The UVM athletic advisory board voted “no” despite the recent NCAA autonomy ruling, where it was officially put into effect at a convention in Washington, D.C. this past January.
In August 2014, the NCAA Division I board of directors voted 2-1 to allow the schools in the top-five conferences to legislate their own set of rules within their athletic programs.
The ACC, Big 12, Big Ten, Pac 12 and SEC.
This regulation permits athletic programs to decide on measures such as cost-of-attendance stipends, insurance benefits for players, staff sizes, recruitment and mandatory time spent on individual sports.
The top 64 schools elected amongst these five conferences have been dubbed the “Power Five”. These schools are seen as consistent contenders who are most financially fit to handle such measures.
There has been much controversy and tension amidst the remaining 285 schools who have been excluded from the provision, President Tom Sullivan said.
The issue is that the NCAA has created a divide with the monopoly of these top-five conferences. The remaining schools are at a disadvantage in terms of recruiting future athletes.
Sullivan said UVM was one of the 27 institutions across the country that opposed the ruling and voted to reject the council’s terms and conditions.
The reason UVM declined the autonomy proposal was based upon three consequences that conflicted with our code of ethics: the inflation of athletic team costs, anti-trust issues and the cost of student athletes becoming commercialized, Sullivan said.
“The more compensation that is given to the players, beyond full cost of attendance, it becomes a compensation package. Much of which has nothing to do with the education of that student,” Sullivan said.
He said he believes the current focus of college athletics is not involved enough in academics.
“It looks more like employer and employee than faculty and student relationship,” Sullivan said.
UVM’s faculty and staff continue to insist that the classroom is more important than what happens on the field.
Some larger schools tend to invest more in one sport at the expense of others. This creates a financial problem because smaller schools are going to have to cut their lower profile, non-revenue sports to maintain their budgets and keep up with their fellow competitors, said Dr. Robert Corran, director of athletics.
“The primary purpose of an educational experience for our student-athletes is really what our program is based on and most interested in ensuring that continues,” Corran said. “If we could rule the world, we like it the way it is.”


▶ [WORK REQUIRED]
Wherever the string "circles" occurs in a line of these records, report that line.

▶ [Figure collection entries]

Content starts

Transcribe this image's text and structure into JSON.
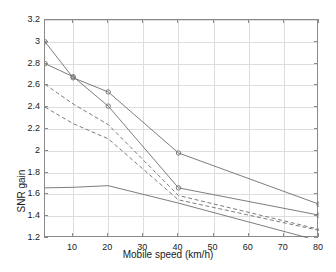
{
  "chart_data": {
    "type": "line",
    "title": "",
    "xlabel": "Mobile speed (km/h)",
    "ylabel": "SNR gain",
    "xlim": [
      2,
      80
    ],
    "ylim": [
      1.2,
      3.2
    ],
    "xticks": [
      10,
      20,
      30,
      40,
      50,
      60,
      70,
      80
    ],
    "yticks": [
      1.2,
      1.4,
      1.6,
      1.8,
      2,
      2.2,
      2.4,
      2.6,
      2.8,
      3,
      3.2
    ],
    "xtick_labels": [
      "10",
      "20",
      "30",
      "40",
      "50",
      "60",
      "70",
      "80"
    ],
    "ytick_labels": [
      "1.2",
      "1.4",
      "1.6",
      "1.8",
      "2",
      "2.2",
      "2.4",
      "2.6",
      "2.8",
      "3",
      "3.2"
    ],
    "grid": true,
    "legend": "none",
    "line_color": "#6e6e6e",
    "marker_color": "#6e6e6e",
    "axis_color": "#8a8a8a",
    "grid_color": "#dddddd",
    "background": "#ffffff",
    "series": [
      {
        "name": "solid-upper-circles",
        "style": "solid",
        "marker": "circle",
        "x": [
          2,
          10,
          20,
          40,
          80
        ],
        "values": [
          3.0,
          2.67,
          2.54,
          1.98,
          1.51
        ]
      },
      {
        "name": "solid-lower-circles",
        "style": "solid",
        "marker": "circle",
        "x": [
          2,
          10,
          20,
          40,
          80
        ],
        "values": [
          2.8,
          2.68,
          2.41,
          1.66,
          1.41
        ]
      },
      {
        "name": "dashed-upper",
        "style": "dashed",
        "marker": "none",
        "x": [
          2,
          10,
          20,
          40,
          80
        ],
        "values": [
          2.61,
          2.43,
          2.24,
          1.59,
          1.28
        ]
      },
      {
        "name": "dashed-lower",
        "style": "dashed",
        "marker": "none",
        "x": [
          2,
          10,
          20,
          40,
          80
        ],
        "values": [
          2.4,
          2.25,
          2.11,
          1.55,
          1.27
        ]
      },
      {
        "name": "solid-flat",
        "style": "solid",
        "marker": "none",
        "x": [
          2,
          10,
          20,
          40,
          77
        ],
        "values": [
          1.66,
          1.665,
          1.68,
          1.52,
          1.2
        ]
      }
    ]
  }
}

Content ends
Content starts

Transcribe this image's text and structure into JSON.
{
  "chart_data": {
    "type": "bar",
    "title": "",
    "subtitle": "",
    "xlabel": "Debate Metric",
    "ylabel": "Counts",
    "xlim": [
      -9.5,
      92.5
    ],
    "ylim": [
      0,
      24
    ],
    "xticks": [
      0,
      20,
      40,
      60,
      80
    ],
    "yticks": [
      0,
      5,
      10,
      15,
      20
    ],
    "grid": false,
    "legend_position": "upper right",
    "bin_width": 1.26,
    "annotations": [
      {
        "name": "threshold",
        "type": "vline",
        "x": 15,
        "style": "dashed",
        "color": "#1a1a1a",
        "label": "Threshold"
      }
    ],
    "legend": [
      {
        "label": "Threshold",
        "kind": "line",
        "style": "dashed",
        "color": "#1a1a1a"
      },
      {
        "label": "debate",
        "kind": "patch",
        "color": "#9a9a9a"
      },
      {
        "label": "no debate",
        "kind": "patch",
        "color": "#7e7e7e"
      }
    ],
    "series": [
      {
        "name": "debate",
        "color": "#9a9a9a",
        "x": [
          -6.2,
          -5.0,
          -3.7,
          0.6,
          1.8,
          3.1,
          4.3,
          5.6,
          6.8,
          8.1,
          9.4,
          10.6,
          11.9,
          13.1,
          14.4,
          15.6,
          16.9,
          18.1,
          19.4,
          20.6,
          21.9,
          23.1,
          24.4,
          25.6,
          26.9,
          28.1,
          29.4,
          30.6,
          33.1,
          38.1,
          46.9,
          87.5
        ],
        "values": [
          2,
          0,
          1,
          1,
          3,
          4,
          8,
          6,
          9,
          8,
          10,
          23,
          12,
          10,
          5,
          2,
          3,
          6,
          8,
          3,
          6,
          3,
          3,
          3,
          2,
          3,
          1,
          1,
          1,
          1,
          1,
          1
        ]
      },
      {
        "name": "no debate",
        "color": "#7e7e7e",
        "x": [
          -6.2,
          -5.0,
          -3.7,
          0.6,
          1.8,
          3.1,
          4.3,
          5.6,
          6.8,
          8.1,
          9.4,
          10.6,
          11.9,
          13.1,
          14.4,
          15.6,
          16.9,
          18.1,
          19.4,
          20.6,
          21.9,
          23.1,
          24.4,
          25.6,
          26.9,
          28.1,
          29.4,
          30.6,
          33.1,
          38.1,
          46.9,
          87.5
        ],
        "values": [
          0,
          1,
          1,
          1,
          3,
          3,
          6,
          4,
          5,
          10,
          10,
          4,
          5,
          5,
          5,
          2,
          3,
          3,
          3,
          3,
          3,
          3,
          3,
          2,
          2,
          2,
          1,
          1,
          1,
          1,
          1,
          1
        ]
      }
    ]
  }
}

Content ends

▶ [WRITTEN SOLUTION]
        "name": "solid-upper-circles",
        "name": "solid-lower-circles",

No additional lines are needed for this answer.